Question
Your task is to compare the memory efficiency of four different styles of instruction set architectures. The architecture styles are: AccumulatorAll operations occur between
Your task is to compare the memory efficiency of four different styles of instruction set architectures. The architecture styles are:
■ Accumulator—All operations occur between a single register and a memory location.
■ Memory-memory—All instruction addresses reference only memory locations.
■ Stack—All operations occur on top of the stack. Push and pop are the only instructions that access memory; all others remove their operands from the stack and replace them with the result. The implementation uses a hardwired stack for only the top two stack entries, which keeps the processor circuit very small and low in cost.
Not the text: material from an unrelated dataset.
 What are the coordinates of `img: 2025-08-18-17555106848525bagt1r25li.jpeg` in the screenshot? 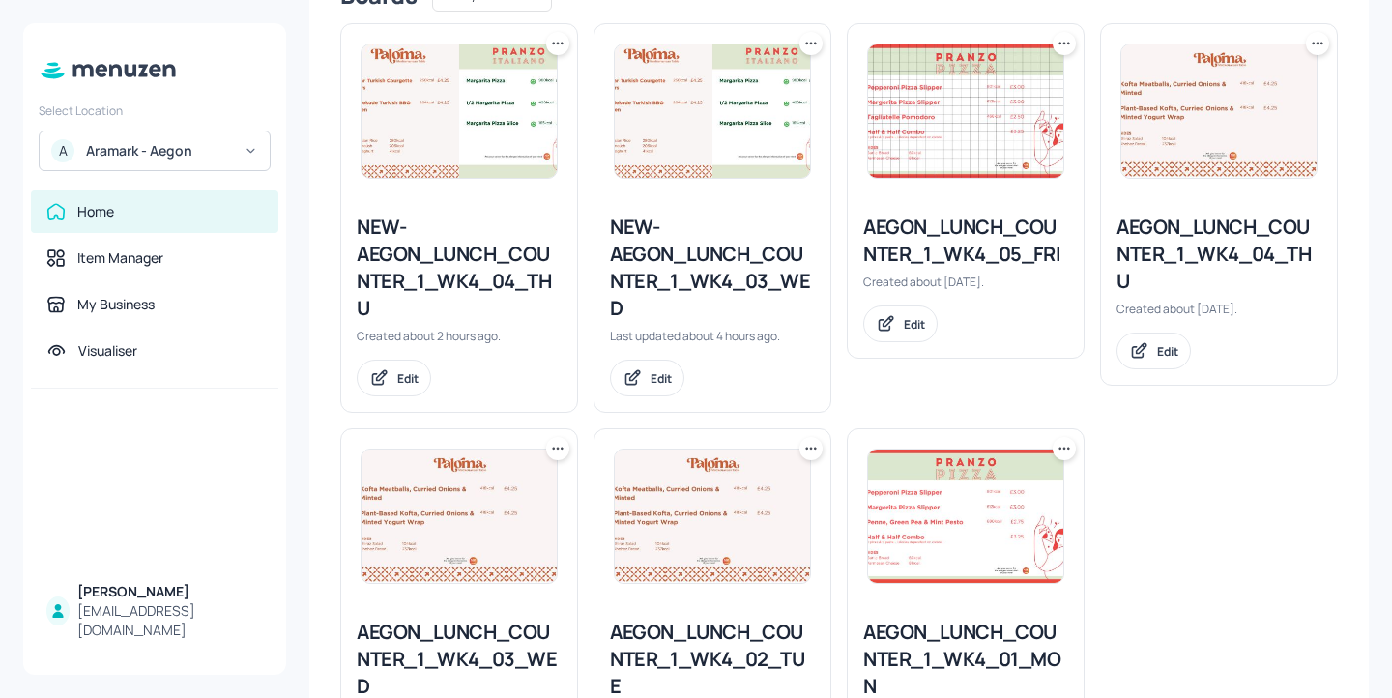 It's located at (965, 516).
Additional stack positions are kept in memory locations, and access to these stack positions requires memory references.
■ Load-store—All operations occur in registers, and register-to-register instructions have three register names per instruction.
To measure memory efficiency, make the following assumptions about all four instruction sets:
■ All instructions are an integral number of bytes in length.
■ The opcode is always one byte (8 bits).
■ Memory accesses use direct, or absolute, addressing.
■ The variables A, B, C, and D are initially in memory.
a. Invent your own assembly language mnemonics (Figure A.2 provides a useful sample to generalize), and for each architecture write the best equivalent assembly language code for this high-level language code sequence:
b. Label each instance in your assembly codes for part (a) where a value is loaded from memory after having been loaded once. Also, label each instance in your code where the result of one instruction is passed to another instruction as an operand, and further classify these events as involving storage within the processor or storage in memory.
c. Assume that the given code sequence is from a small, embedded computer application that uses a 16-bit memory address and data operands. If a load-store architecture is used, assume it has 16 general-purpose registers. For each architecture answer, the following questions: How many instruction bytes are fetched? How many bytes of data are transferred from/to memory? Which architecture is most efficient as measured by total memory traffic (code + data)?
d. Now assume a processor with 64-bit memory addresses and data operands. For each architecture answer the questions of part (c). How have the relative merits of the architectures changed for the chosen metrics?